Dr. Ronald Angelo Sismondo Jr., M.D. Orthopaedic Surgery Medicare: Accepting Medicare Assignments Practice Location: 1 Medical Park Ste 101, Wheeling, WV 26003 Phone: 304-231-2090 |
Derek Hugh Andreini, MD Orthopaedic Surgery Medicare: Accepting Medicare Assignments Practice Location: 1 Medical Park, Suite 703, Wheeling, WV 26003 Phone: 304-242-6373 Fax: 304-242-6371 |
Dr. Robert A Caveney, MD Orthopaedic Surgery Medicare: Not Enrolled in Medicare Practice Location: 2115 Chapline St, Ste 107, Wheeling, WV 26003 Phone: 304-243-1050 Fax: 304-243-0140 |
Mary Margaret Haus, MD Orthopaedic Surgery Medicare: Accepting Medicare Assignments Practice Location: 2000 Eoff St, Suite 603, Wheeling, WV 26003 Phone: 304-234-3405 Fax: 304-234-3406 |
Robert J Zaleski, MD Orthopaedic Surgery Medicare: Not Enrolled in Medicare Practice Location: 10 Medical Park Ste 203, Wheeling, WV 26003 Phone: 304-242-9460 Fax: 304-242-6958 |
Jeffrey Michael Abbott, DO Orthopaedic Surgery Medicare: Accepting Medicare Assignments Practice Location: 10 Medical Park, Suite 206, Wheeling, WV 26003 Phone: 304-243-6534 Fax: 304-243-8575 |
News Archive
AIDS Healthcare Foundation today commended the United States Congress for showing a strong bipartisan commitment to AIDS in passing the fiscal year 2011 budget earlier this afternoon, a budget that despite severe cost-cutting mentality in Washington, included a $48 million overall increase in the $883 million allocated for the nation's AIDS Drug Assistance Program, a network of federal and state funded programs that provide life-saving HIV treatments to low income, uninsured, and underinsured individuals living with HIV/AIDS nationwide.

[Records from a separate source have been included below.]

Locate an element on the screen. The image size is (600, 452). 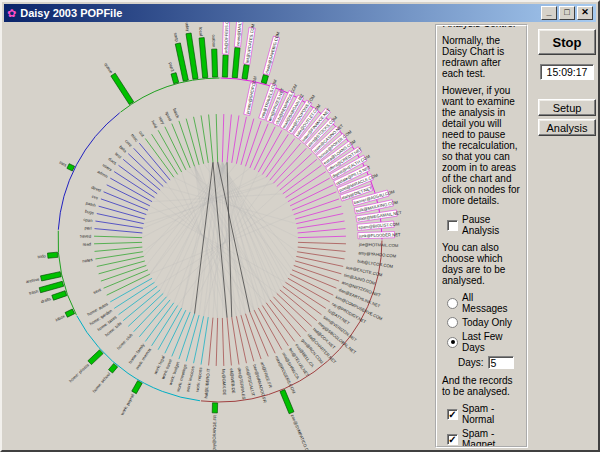
svg-text: retry is located at coordinates (162, 120).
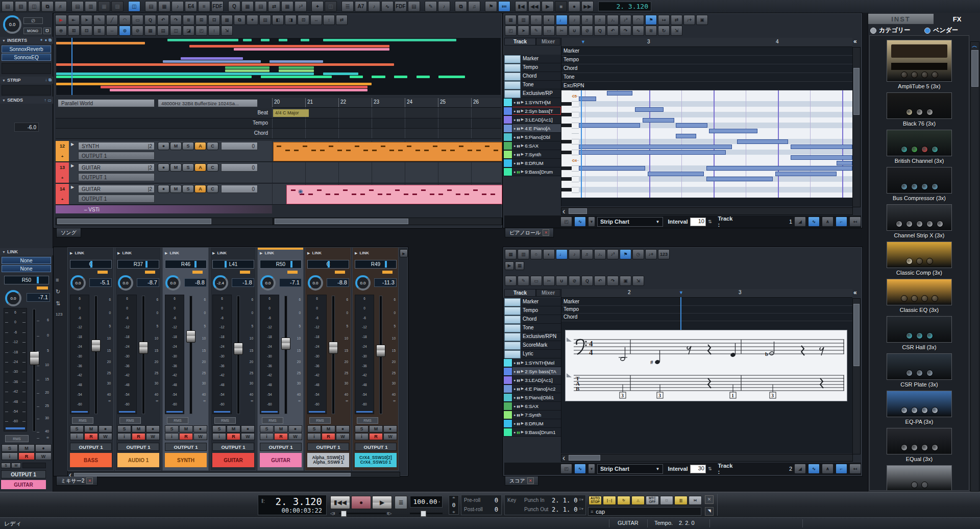 This screenshot has height=529, width=980. Describe the element at coordinates (496, 500) in the screenshot. I see `preroll-value: 0` at that location.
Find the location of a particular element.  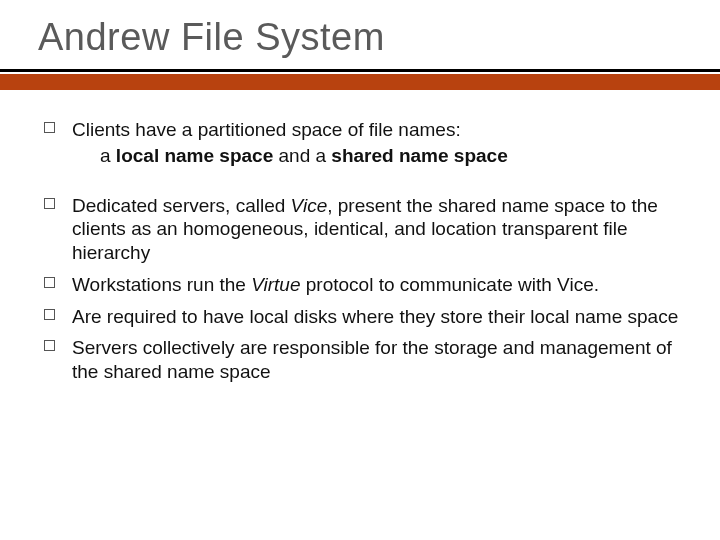

list-item: Clients have a partitioned space of file… is located at coordinates (360, 143).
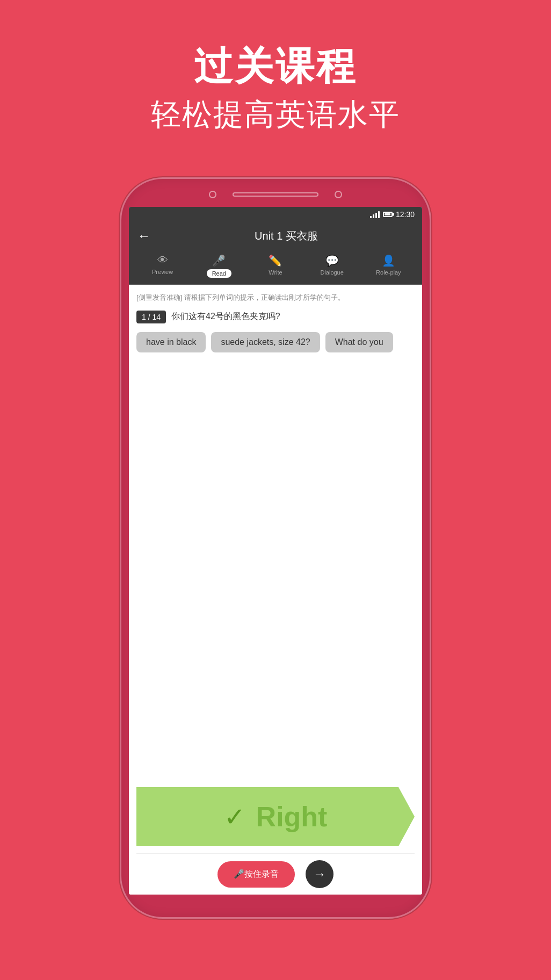 The width and height of the screenshot is (551, 980). Describe the element at coordinates (171, 342) in the screenshot. I see `chip-have-in-black: have in black` at that location.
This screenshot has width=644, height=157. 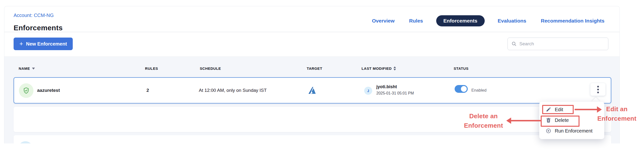 I want to click on plus-icon: +, so click(x=21, y=44).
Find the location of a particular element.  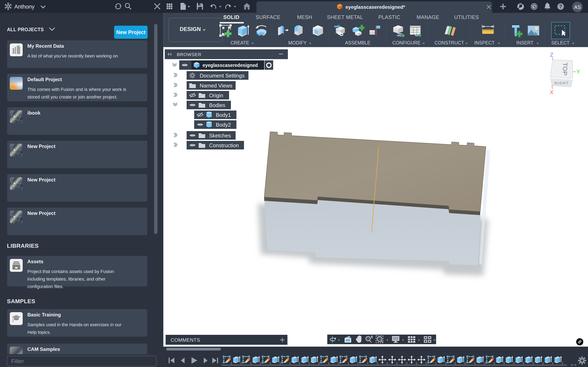

svg-text: Z is located at coordinates (552, 55).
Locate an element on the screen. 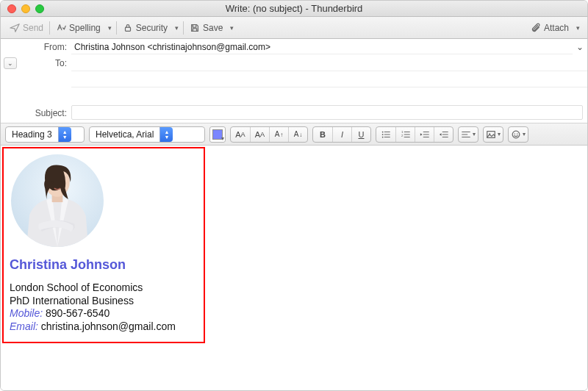  paragraph-style-select: Heading 3 ▲▼ is located at coordinates (45, 134).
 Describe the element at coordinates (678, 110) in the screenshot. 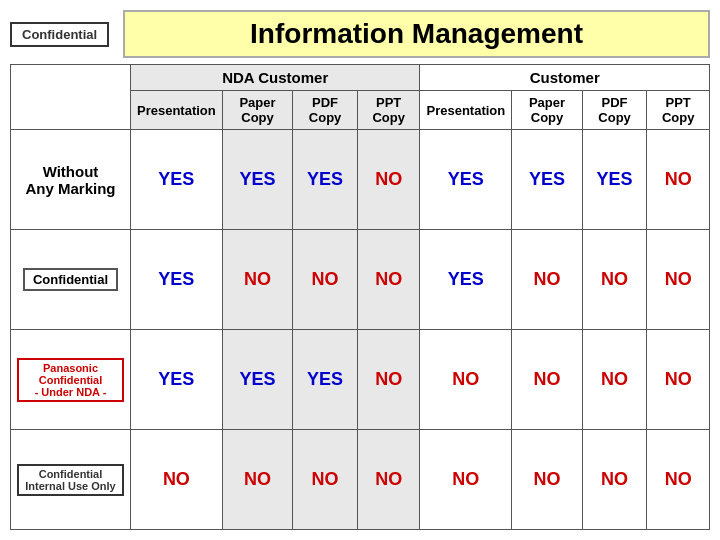

I see `col-pptcopy-cust: PPT Copy` at that location.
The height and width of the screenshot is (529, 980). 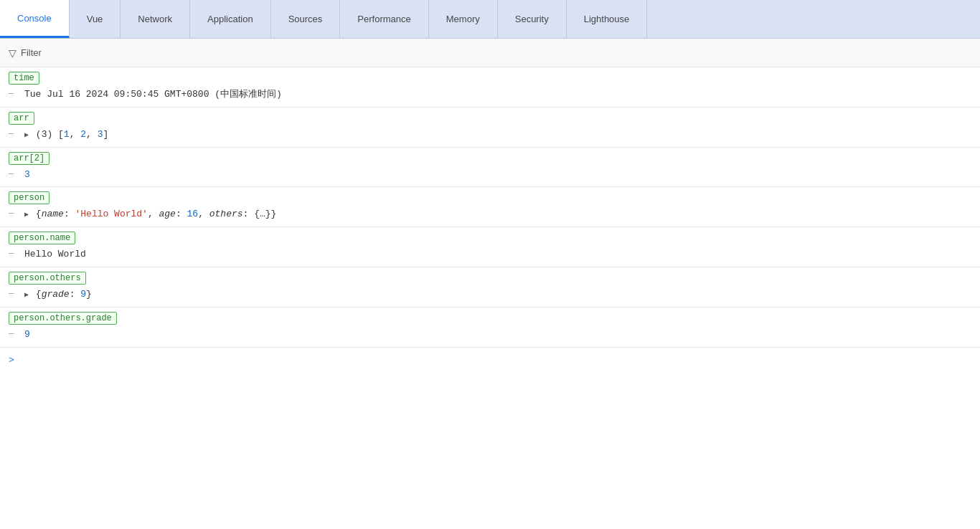 What do you see at coordinates (34, 19) in the screenshot?
I see `tab-console-label: Console` at bounding box center [34, 19].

Young women who are treated for Hodgkin lymphoma with chest radiation therapy have a high cumulative absolute risk of developing breast cancer later in life. This risk increases with age at end of follow-up, time since diagnosis, and radiation dose, according to a new study in the October 5 issue of the Journal of the National Cancer Institute.
At the Institut Curie, CNRS and Inserm researchers have shown that cysteamine, which is already used to treat a rare disease called cystinosis, prevents the death of neurons in Huntington's disease. Like Alzheimer's and Parkinson's, Huntington's disease, is characterized by the abnormal death of neurons.
Based on the study of cell signalling networks, the cell signals that drugs alter when they reach their target molecule, an exhaustive in silico analysis of the pairing of 64 therapeutic agents used to treat breast cancer (half already in use and the other half in clinical testing phase) has allowed researchers at the Institute for Research in Biomedicine to identify 10 new and previously untested combinations that hold potential for the treatment of breast cancer.